May 20, 2005

Take me, I'm yours

I am in love with my shawl.

Lotusdone

There is nothing about this shawl that I do not like. In fact, I like this shawl so much that I am even finding the way that it sheds little white alpaca pieces all over my clothes to be the most charming thing a piece of knitwear has ever done. It weighs nothing...
It is only air with tiny threads wrapped round it.
It is beyond beautiful.
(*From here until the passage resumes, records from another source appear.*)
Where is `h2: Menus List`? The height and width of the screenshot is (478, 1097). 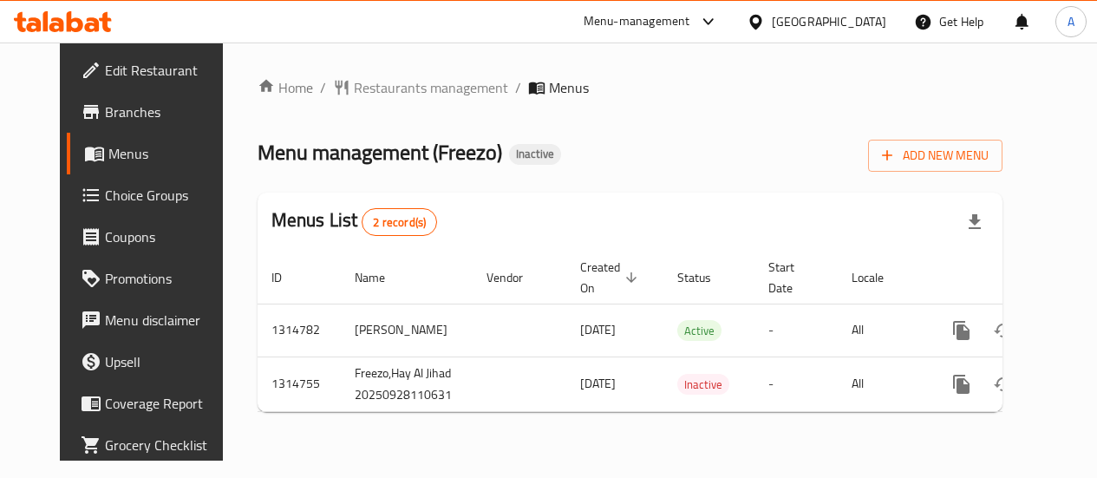
h2: Menus List is located at coordinates (354, 221).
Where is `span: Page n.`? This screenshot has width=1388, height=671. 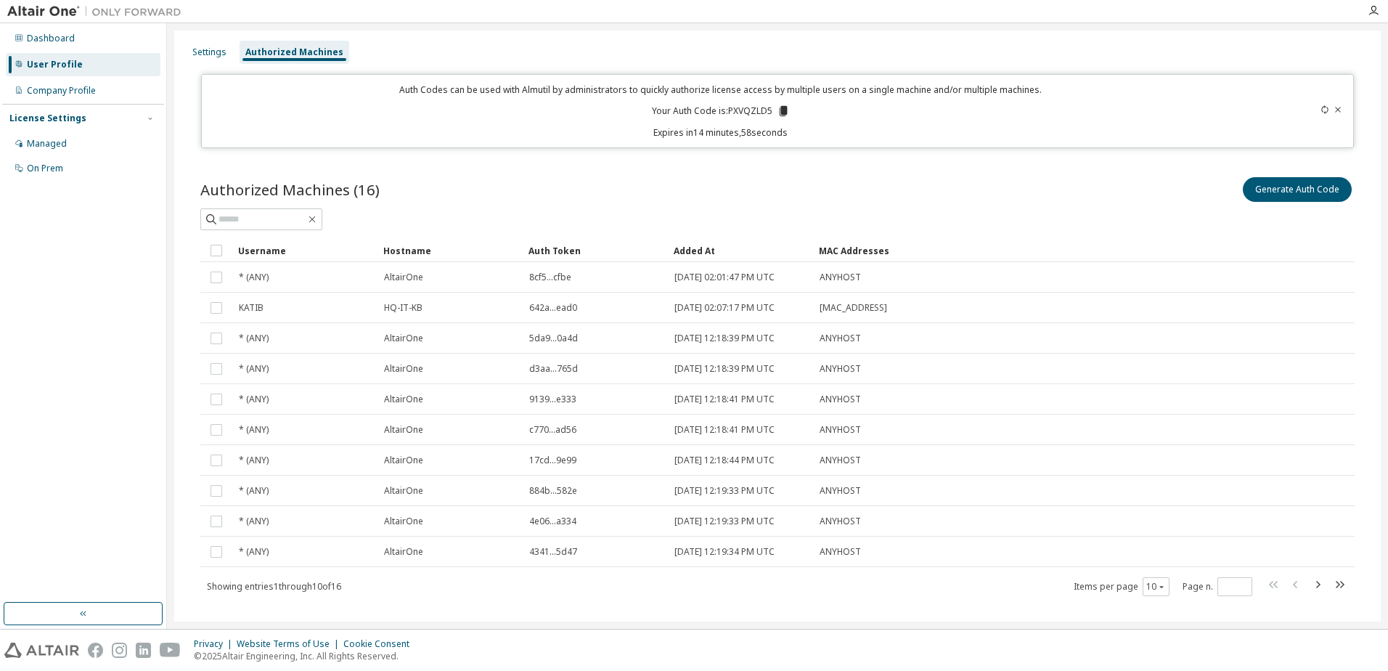 span: Page n. is located at coordinates (1218, 587).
It is after lace is blocked that I always feel most like I have waved a magic wand, or worked a trick.

Trilliums

Last night I showed the shawl to Ken.
"Isn't it lovely?" I asked, floating the shawl through the air in an arc. "Look at it..." (this is the part where even though Ken is already admiring the shawl and not looking at anything else, I make him look closer. Ken loves this part.) "See the little yarn overs? Look at the yarn overs... It's so beautiful."
"Well" said Ken "It should be beautiful. You tied a really complicated knot in alpaca dental floss."

Dude has a point.

Lotusblossom

There are many things I find remarkable about knitting, but nothing more than this.
This shawl, this whole huge and beautiful thing, this thing that took three weeks and a small chunk of my sanity (not that I had a lot to play with in the first place) is made from one continuous piece of thread. One long filament, wrapped and twisted around itself in a way that means that if you were to pull on one end of it....the whole thing would come unravelled in a heartbeat.
It's magic.

Recline

Official details:
Pattern, The Lotus Blossom Shawl, from Fiddlesticks Knitting. I can't recommend Fiddlesticks patterns enough. The charts are huge , there are written directions for tricky bits and they are creative, beautiful and simple.
Yarn, a brilliant find from a small farm just outside Ottawa. True laceweight alpaca (not the fingering weight the pattern called for). A good substitute would be the Cherry Tree Hill Laceweight Alpaca. I'm guessing that I used between 600 and 800m. (Please note, I am a notoriously bad guesser. Horrible.) I thought that changing the yarn might make the end product a lot smaller, but my shawl measures about 70", and the pattern predicted 72".
Needles were 3.75mm bamboo circulars, which I regret a little, since I would have knit it twice as fast on straights, but I wanted to be sure that I could get it on planes.

A wonderful weekend to all of you, especially to all of us Canadians who are celebrating May two-four weekend. Crack a cold one, open the cottage and plant something. It's the start of warm.